🤖 AI Summary
Large multimodal models (MLLMs) lack systematic evaluation in comprehending dense graphical reaction language—such as reaction mechanisms and molecular structure identification—in chemical literature. Method: We introduce RxnBench, the first multimodal benchmark tailored for chemical literature, featuring two tasks—single-figure question answering (FD-QA) and full-document question answering (FD-QA)—and propose a hierarchical evaluation framework to assess cross-modal figure-text-table integration, reaction-logic reasoning, and precise structural perception. Contribution/Results: Experiments reveal that state-of-the-art MLLMs achieve <50% accuracy on FD-QA; inference-time techniques like chain-of-thought prompting significantly improve performance. Our analysis uncovers critical limitations in general-purpose vision encoders and underscores the urgent need for domain-specific visual representations and chemistry-aware reasoning modules. RxnBench establishes a new standard for evaluating chemical AI, offering not only a rigorous benchmark but also methodological advances and foundational insights into multimodal scientific understanding.
📝 Abstract
The integration of Multimodal Large Language Models (MLLMs) into chemistry promises to revolutionize scientific discovery, yet their ability to comprehend the dense, graphical language of reactions within authentic literature remains underexplored. Here, we introduce RxnBench, a multi-tiered benchmark designed to rigorously evaluate MLLMs on chemical reaction understanding from scientific PDFs. RxnBench comprises two tasks: Single-Figure QA (SF-QA), which tests fine-grained visual perception and mechanistic reasoning using 1,525 questions derived from 305 curated reaction schemes, and Full-Document QA (FD-QA), which challenges models to synthesize information from 108 articles, requiring cross-modal integration of text, schemes, and tables. Our evaluation of MLLMs reveals a critical capability gap: while models excel at extracting explicit text, they struggle with deep chemical logic and precise structural recognition. Notably, models with inference-time reasoning significantly outperform standard architectures, yet none achieve 50% accuracy on FD-QA. These findings underscore the urgent need for domain-specific visual encoders and stronger reasoning engines to advance autonomous AI chemists.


- WHAT IS NEEDED:
Write out exactly the first lines of the listing, ending on the line that contains "The height and width of the screenshot is (235, 546).".
*** Begin section ***
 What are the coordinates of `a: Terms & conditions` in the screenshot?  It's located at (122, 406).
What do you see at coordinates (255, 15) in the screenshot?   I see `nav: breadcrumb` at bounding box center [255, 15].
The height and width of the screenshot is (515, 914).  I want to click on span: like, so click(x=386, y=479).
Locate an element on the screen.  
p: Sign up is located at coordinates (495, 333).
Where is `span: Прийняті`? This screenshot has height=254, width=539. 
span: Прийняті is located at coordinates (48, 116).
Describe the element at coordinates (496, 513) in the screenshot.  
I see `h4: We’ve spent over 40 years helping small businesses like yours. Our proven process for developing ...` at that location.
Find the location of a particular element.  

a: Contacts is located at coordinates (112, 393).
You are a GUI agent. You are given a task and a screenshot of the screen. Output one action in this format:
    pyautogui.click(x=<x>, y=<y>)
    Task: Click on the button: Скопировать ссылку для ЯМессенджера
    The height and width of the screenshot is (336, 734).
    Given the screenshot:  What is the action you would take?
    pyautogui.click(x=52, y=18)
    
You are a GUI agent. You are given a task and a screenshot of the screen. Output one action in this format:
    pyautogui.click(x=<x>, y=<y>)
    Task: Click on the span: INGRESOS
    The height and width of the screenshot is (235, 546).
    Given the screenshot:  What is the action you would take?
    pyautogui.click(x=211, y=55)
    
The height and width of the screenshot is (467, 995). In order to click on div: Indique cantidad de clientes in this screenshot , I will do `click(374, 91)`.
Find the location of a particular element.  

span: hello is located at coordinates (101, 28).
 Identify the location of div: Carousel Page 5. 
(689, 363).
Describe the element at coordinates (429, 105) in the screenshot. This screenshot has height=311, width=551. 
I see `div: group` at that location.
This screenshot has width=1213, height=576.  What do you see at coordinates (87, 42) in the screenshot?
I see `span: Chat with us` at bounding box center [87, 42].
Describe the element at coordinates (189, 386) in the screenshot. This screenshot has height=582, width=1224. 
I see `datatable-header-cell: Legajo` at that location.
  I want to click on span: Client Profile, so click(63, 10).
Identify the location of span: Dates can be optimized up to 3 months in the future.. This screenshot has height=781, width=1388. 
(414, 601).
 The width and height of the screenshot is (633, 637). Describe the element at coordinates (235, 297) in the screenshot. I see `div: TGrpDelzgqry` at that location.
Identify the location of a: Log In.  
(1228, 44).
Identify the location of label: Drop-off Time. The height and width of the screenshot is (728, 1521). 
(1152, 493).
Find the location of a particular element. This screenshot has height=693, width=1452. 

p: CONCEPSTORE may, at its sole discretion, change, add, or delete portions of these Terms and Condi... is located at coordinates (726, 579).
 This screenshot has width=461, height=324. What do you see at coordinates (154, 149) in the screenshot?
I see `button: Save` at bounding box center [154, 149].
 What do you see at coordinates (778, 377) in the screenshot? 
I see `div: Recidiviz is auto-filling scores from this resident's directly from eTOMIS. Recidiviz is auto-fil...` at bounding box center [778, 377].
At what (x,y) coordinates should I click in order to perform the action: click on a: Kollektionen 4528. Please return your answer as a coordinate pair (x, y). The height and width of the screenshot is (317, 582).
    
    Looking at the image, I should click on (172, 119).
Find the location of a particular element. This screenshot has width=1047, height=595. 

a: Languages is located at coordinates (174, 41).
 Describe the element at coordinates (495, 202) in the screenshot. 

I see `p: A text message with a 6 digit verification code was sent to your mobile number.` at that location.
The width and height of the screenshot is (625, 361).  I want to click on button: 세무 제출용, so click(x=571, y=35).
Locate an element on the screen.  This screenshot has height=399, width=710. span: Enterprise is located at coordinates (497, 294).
*** End section ***
- TASK SOLUTION:
 What are the coordinates of `a: Terms & conditions` in the screenshot?  It's located at (122, 406).
What do you see at coordinates (255, 15) in the screenshot?   I see `nav: breadcrumb` at bounding box center [255, 15].
The height and width of the screenshot is (515, 914).  I want to click on span: like, so click(x=386, y=479).
Locate an element on the screen.  
p: Sign up is located at coordinates (495, 333).
Where is `span: Прийняті`? This screenshot has height=254, width=539. 
span: Прийняті is located at coordinates (48, 116).
Describe the element at coordinates (496, 513) in the screenshot.  
I see `h4: We’ve spent over 40 years helping small businesses like yours. Our proven process for developing ...` at that location.
Find the location of a particular element.  

a: Contacts is located at coordinates (112, 393).
You are a GUI agent. You are given a task and a screenshot of the screen. Output one action in this format:
    pyautogui.click(x=<x>, y=<y>)
    Task: Click on the button: Скопировать ссылку для ЯМессенджера
    The height and width of the screenshot is (336, 734).
    Given the screenshot:  What is the action you would take?
    pyautogui.click(x=52, y=18)
    
You are a GUI agent. You are given a task and a screenshot of the screen. Output one action in this format:
    pyautogui.click(x=<x>, y=<y>)
    Task: Click on the span: INGRESOS
    The height and width of the screenshot is (235, 546).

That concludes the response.